A Netflix Original shot at 23.976 NDF may need 25 fps NDF deliverables for EMEA and 29.97 DF for US broadcast. The FPS Convert mode shows the exact target frame count and flags any rounding drift, critical for QC compliance.

Frequently Asked Questions

🎬What is the difference between 29.97 DF and 29.97 NDF?

Both formats carry footage shot at 29.97002997 fps (30000/1001). The difference is how the timecode counter is labeled. In Non-Drop Frame (NDF), the counter increments steadily 0–29 every second, using colons (00:00:00:00). After 1 hour of real time, the NDF counter reads 00:59:56;12 — it has drifted 3 seconds 18 frames behind. In Drop Frame (DF), the counter skips frame numbers :00 and :01 at the start of every minute (except every 10th minute), using semicolons (00:00:00;00). After 1 hour of real time, the DF counter reads exactly 01:00:00;00. US broadcast standards require 29.97 DF for all delivery masters because broadcast schedules are timed to the wall clock.

🎬How many frames is 1 second at 23.976 fps?

Exactly 24 frames — but the second itself takes 1.001/1.000 real-clock seconds. At 23.976 fps (24000/1001), the nominal fps rounds to 24 for timecode frame counting purposes. One minute of 23.976 footage contains 1,440 frames; one hour contains 86,313.6 frames (rounded to 86,314 in practice). Because 23.976 is very rarely used with drop frame timecode, it is almost always counted as NDF with the counter rounding to 24 fps integers.
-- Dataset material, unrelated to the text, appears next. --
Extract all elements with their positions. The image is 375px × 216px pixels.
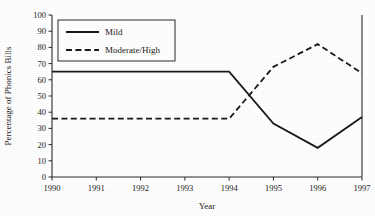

🎬How do I convert a frame number to timecode at 25 fps?

Divide by 25 to get total seconds. Then: HH = floor(seconds ÷ 3600), MM = floor(seconds ÷ 60) mod 60, SS = floor(seconds) mod 60, FF = frames mod 25. Example: Frame 54,000 at 25 fps → 54000 ÷ 25 = 2,160 seconds → HH=0, MM=36, SS=00, FF=00 → timecode 00:36:00:00. Use Mode 1 (Frames → TC) of the calculator for instant results.
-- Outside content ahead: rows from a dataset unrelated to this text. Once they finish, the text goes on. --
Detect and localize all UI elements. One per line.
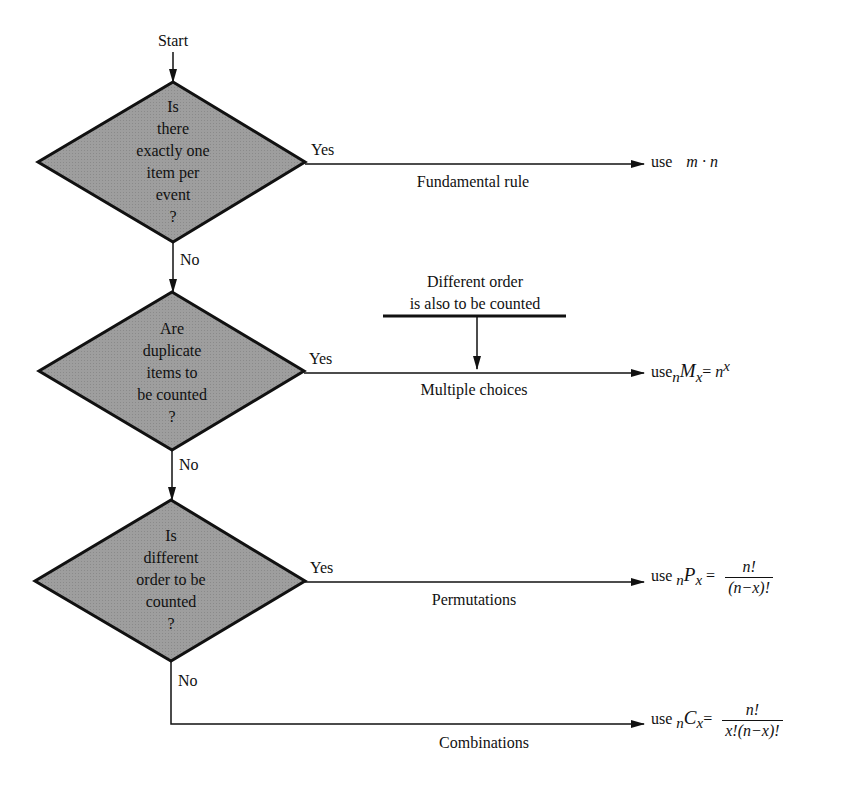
fraction: n! (n−x)! [725, 557, 773, 598]
equals-sign: = [703, 710, 712, 727]
decision-2-no-label: No [179, 456, 199, 473]
sub-left-n: n [676, 715, 684, 731]
sub-left-n: n [672, 369, 680, 385]
decision-2-line-3: items to [146, 364, 197, 381]
decision-1-yes-label: Yes [311, 141, 334, 158]
symbol-M: M [680, 360, 696, 381]
decision-1-line-6: ? [169, 208, 176, 225]
result-multiple-choices: usenMx= nx [651, 358, 730, 386]
decision-1-no-label: No [180, 251, 200, 268]
decision-2-line-1: Are [160, 320, 184, 337]
decision-1-line-5: event [156, 186, 191, 203]
numerator: n! [725, 557, 773, 578]
use-prefix: use [651, 710, 672, 727]
decision-2-line-2: duplicate [143, 342, 202, 360]
use-prefix: use [651, 153, 672, 170]
note-line-2: is also to be counted [410, 295, 541, 312]
equals-sign: = [706, 567, 715, 584]
use-prefix: use [651, 567, 672, 584]
symbol-P: P [684, 564, 696, 585]
combinations-label: Combinations [439, 734, 529, 751]
rhs-exponent-x: x [723, 358, 730, 374]
result-combinations: use nCx= n! x!(n−x)! [651, 700, 783, 741]
flowchart-canvas: Start Is there exactly one item per even… [0, 0, 842, 787]
permutations-label: Permutations [432, 591, 516, 608]
decision-1-line-1: Is [167, 98, 179, 115]
fundamental-rule-label: Fundamental rule [417, 173, 529, 190]
use-prefix: use [651, 363, 672, 380]
multiple-choices-label: Multiple choices [420, 381, 527, 399]
denominator: (n−x)! [725, 578, 773, 598]
decision-2-line-5: ? [168, 408, 175, 425]
result-permutations: use nPx = n! (n−x)! [651, 557, 773, 598]
decision-3-line-4: counted [146, 593, 197, 610]
decision-3-line-1: Is [165, 527, 177, 544]
decision-1-line-2: there [157, 120, 189, 137]
counting-rules-flowchart: Start Is there exactly one item per even… [0, 0, 842, 787]
fraction: n! x!(n−x)! [722, 700, 782, 741]
decision-2-yes-label: Yes [309, 350, 332, 367]
sub-left-n: n [676, 572, 684, 588]
note-line-1: Different order [427, 273, 524, 290]
start-label: Start [158, 32, 189, 49]
decision-3-yes-label: Yes [310, 559, 333, 576]
decision-3-no-label: No [178, 672, 198, 689]
decision-1-line-4: item per [147, 164, 201, 182]
numerator: n! [722, 700, 782, 721]
decision-3-line-5: ? [167, 615, 174, 632]
result-fundamental-rule: use m · n [651, 153, 718, 171]
decision-3-line-3: order to be [136, 571, 205, 588]
equals-sign: = [702, 363, 711, 380]
symbol-C: C [684, 707, 697, 728]
denominator: x!(n−x)! [722, 721, 782, 741]
sub-right-x: x [695, 572, 702, 588]
decision-1-line-3: exactly one [136, 142, 209, 160]
formula-m-times-n: m · n [686, 153, 718, 170]
decision-2-line-4: be counted [137, 386, 207, 403]
decision-3-line-2: different [144, 549, 199, 566]
decision-3-no-arrow [171, 661, 644, 724]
🎬Why does my timecode jump from :59 to :02 instead of :00?

This is Drop Frame timecode behavior. At every minute boundary (except every 10th minute), frame numbers :00 and :01 are skipped. So after 00:00:59;29 comes 00:01:00;02, after 00:01:59;29 comes 00:02:00;02, and so on. At 00:10:00;00, 00:20:00;00 etc., no frames are skipped — counting continues normally. This is not an error — it is exactly how SMPTE 12M-1 drop frame is defined.

🎬How do I add two timecodes together in post-production?

Convert both timecodes to their total frame counts, add the frame counts, then convert the sum back to timecode. Example at 25 fps: 00:01:20:00 = 1×25×60 + 20×25 = 1,500 + 500 = 2,000 frames. 00:00:45:10 = 45×25 + 10 = 1,125 + 10 = 1,135 frames. Sum = 3,135 frames → 3135 ÷ 25 = 125.4 seconds → 00:02:05:10. Use Mode 3 (TC Arithmetic) in the calculator to do this in seconds.